Jenohn Wrieden (back) and Rick Amalfi testing the “lake above the lake” which receives nuisance flows and seeps over into Tempe Town Lake, causing more problems with the water. Amalfi measures bacteria counts and pH here to see what impact it has on the lake because it goes right into the lake. He says the yellow pigment is created by diatom algae. Photo by Aaron Rop Jenohn Wrieden (back) and Rick Amalfi testing the “lake above the lake” which receives nuisance flows and seeps over into Tempe Town Lake, causing more problems with the water. Amalfi measures bacteria counts and pH here to see what impact it has on the lake because it goes right into the lake. He says the yellow pigment is created by diatom algae.
Photo by Aaron Rop

Holding steady

“Let’s bail out of here,” Rick Amalfi says as he steps out of a white company truck.

Amalfi and Wrieden are behind the east dam today, finishing their sample collection. It's called the “lake above the lake” that receives nuisance flows and causes issues for Tempe Town Lake’s water quality. The water has been allowed to rise to the top of the east dam because it protects the rubber bladder from the sun.

“What we’ve been doing here is measuring bacteria counts and pH to see what impact it has because it goes right into the lake. Of course it won’t matter if they take the dam down” Amalfi says while walking down a gravel slope to the edge of the water.

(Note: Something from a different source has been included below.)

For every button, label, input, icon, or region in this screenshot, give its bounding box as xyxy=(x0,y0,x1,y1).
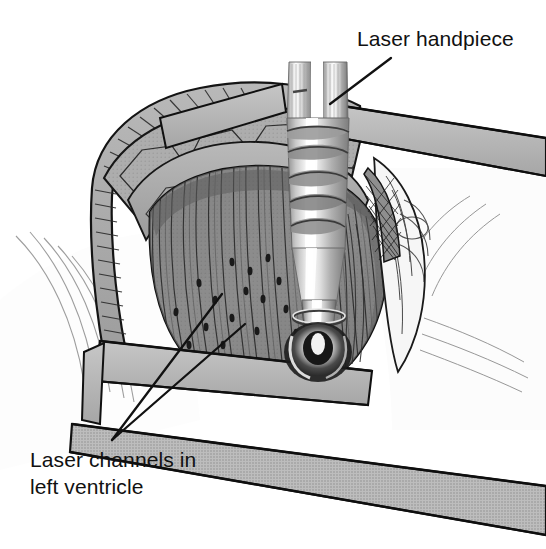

"I would say there are diatom algae (in the water). That’s why there is a yellow pigment,” he observes. The yellow water laps against the bank, carrying a red, deflated balloon. Amalfi continues to the water’s  foamy edge. Weeds sprout between the rocks along the bank.

Wrieden and Amalfi simultaneously dip their pH and dissolved-oxygen meter’s sensors in the lake. Wrieden shouts her results to Amalfi, trying to be heard over bridge traffic.

“The lake’s holding steady,” Amalfi says.